Since 1965, Ohioans have lived under a raw milk prohibition written not as a health advisory but as a legislative trap. The Ohio Revised Code §917.04 froze retail licenses on October 31, 1965 — meaning no new dairyman could ever enter the market. When the last pre-’65 license holders shut their doors, the ban became airtight.
Today, House Bill 406 is the first real attempt in six decades to pry it open.
A Frozen Statute, A Buried Tradition
Raw milk wasn’t always contraband. In the first half of the 20th century, Ohioans bought it daily — on farms, in towns, out of tin cans and glass bottles. Families prized it for freshness and nutrition.
Then came the hammer blow: the 1965 statute. It didn’t just require pasteurization. It grandfathered in existing sellers and barred everyone else.

“No raw milk retailer shall sell, offer for sale, or expose for sale raw milk to the ultimate consumer except a raw milk retailer who, prior to October 31, 1965, was engaged continuously in the business of selling or offering for sale raw milk…”
– Ohio’s Section 917.04 | Sales of and labeling for raw milk.
The law never updated. Enforcement hardened. Ohio became a national cautionary tale: a dairy state that criminalized its own tradition.
Cartel Protection Masquerading as Safety
Public health is the stated rationale. And yes, the CDC reports 202 raw-milk outbreaks nationwide from 1998–2018. In Ohio, a 2015 investigation linked 15 Campylobacter cases to one farm.
But critics point to the selective use of risk. Leafy greens, peanut butter, and deli meat cause more hospitalizations annually than raw milk.

What pasteurization guarantees is control. Big processors — DFA, Land O’Lakes, NMPF — thrive on centralized supply. A licensing freeze keeps small dairies off the shelf.
When regulators cracked down, a Darke County judge upheld herdshares in Schmitmeyer v. ODA (2009). It was a small crack in the wall — but the cartel still held the high ground.
HB 406 Lands in 2025
Introduced August 5, 2025, HB 406 would legalize direct farm sales of raw milk. The bill requires monthly pathogen testing, liability waivers, and labeling — a framework built to regulate, not deregulate.

What’s at stake isn’t just microbes, it’s markets. Ohio’s ~1,800 dairy farms are being squeezed by consolidation.
Because the FDA bans interstate raw‑milk sales, any lawful pathway would keep revenue in‑state via regulated on‑farm sales.
Ohio could look to varied European experiments for reference, such as vending-machine dairies in Slovenia, licensed raw milk in Germany, or regulated direct farm sales in Ireland.
The Blindspot No One Names
Everyone frames HB 406 as safety vs. choice. The real blindspot is structural: The real blindspot is structural: Ohio’s 1965 licensing freeze, locked into the Ohio Revised Code §917.04, which barred any new retail raw-milk sellers after October 31, 1965.
HB 406 removes that freeze, but piles on monthly lab tests, animal checks, water sampling, liability waivers, and inspections—funded by fees, not new state money.
If ODA can’t staff or enforce, the law risks stalling as “too risky” or skewing to operators big enough to shoulder the costs.
The Cutting Truth
Ohio’s raw milk fight isn’t about health. It’s about control.
Big Dairy kept a 60-year lock on the market by hiding behind disease outbreaks and licensing arcana. HB 406 is the first bolt cutter.
Unless lawmakers modernize enforcement, the revolution stalls before it begins.
More farmers, fewer fixers. That’s the real safety standard.
Find dairies and ranchers fighting the same fight for food freedom—direct to your table at BeefMaps.com.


— WORK REQUIRED —
Reproduce, exactly and in full, the records that follow, minus any pictures.
-- THE INPUT follows --
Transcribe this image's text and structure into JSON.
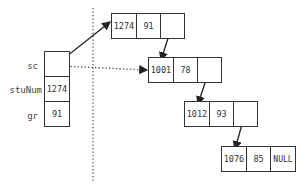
{
  "diagram": {
    "type": "linked-list-memory",
    "divider": "dotted-vertical",
    "variables": [
      {
        "name": "sc",
        "value": ""
      },
      {
        "name": "stuNum",
        "value": "1274"
      },
      {
        "name": "gr",
        "value": "91"
      }
    ],
    "nodes": [
      {
        "id": "n1",
        "stuNum": "1274",
        "grade": "91",
        "next": ""
      },
      {
        "id": "n2",
        "stuNum": "1001",
        "grade": "78",
        "next": ""
      },
      {
        "id": "n3",
        "stuNum": "1012",
        "grade": "93",
        "next": ""
      },
      {
        "id": "n4",
        "stuNum": "1076",
        "grade": "85",
        "next": "NULL"
      }
    ],
    "edges": [
      {
        "from": "sc",
        "to": "n1",
        "style": "solid"
      },
      {
        "from": "sc",
        "to": "n2",
        "style": "dotted"
      },
      {
        "from": "n1",
        "to": "n2",
        "style": "solid"
      },
      {
        "from": "n2",
        "to": "n3",
        "style": "solid"
      },
      {
        "from": "n3",
        "to": "n4",
        "style": "solid"
      }
    ],
    "colors": {
      "line": "#333333",
      "background": "#ffffff"
    }
  }
}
-- THE INPUT concluded --
— RESULT OF THE TASK —
Transcribe this image's text and structure into JSON.
{
  "diagram": {
    "type": "linked-list-memory",
    "divider": "dotted-vertical",
    "variables": [
      {
        "name": "sc",
        "value": ""
      },
      {
        "name": "stuNum",
        "value": "1274"
      },
      {
        "name": "gr",
        "value": "91"
      }
    ],
    "nodes": [
      {
        "id": "n1",
        "stuNum": "1274",
        "grade": "91",
        "next": ""
      },
      {
        "id": "n2",
        "stuNum": "1001",
        "grade": "78",
        "next": ""
      },
      {
        "id": "n3",
        "stuNum": "1012",
        "grade": "93",
        "next": ""
      },
      {
        "id": "n4",
        "stuNum": "1076",
        "grade": "85",
        "next": "NULL"
      }
    ],
    "edges": [
      {
        "from": "sc",
        "to": "n1",
        "style": "solid"
      },
      {
        "from": "sc",
        "to": "n2",
        "style": "dotted"
      },
      {
        "from": "n1",
        "to": "n2",
        "style": "solid"
      },
      {
        "from": "n2",
        "to": "n3",
        "style": "solid"
      },
      {
        "from": "n3",
        "to": "n4",
        "style": "solid"
      }
    ],
    "colors": {
      "line": "#333333",
      "background": "#ffffff"
    }
  }
}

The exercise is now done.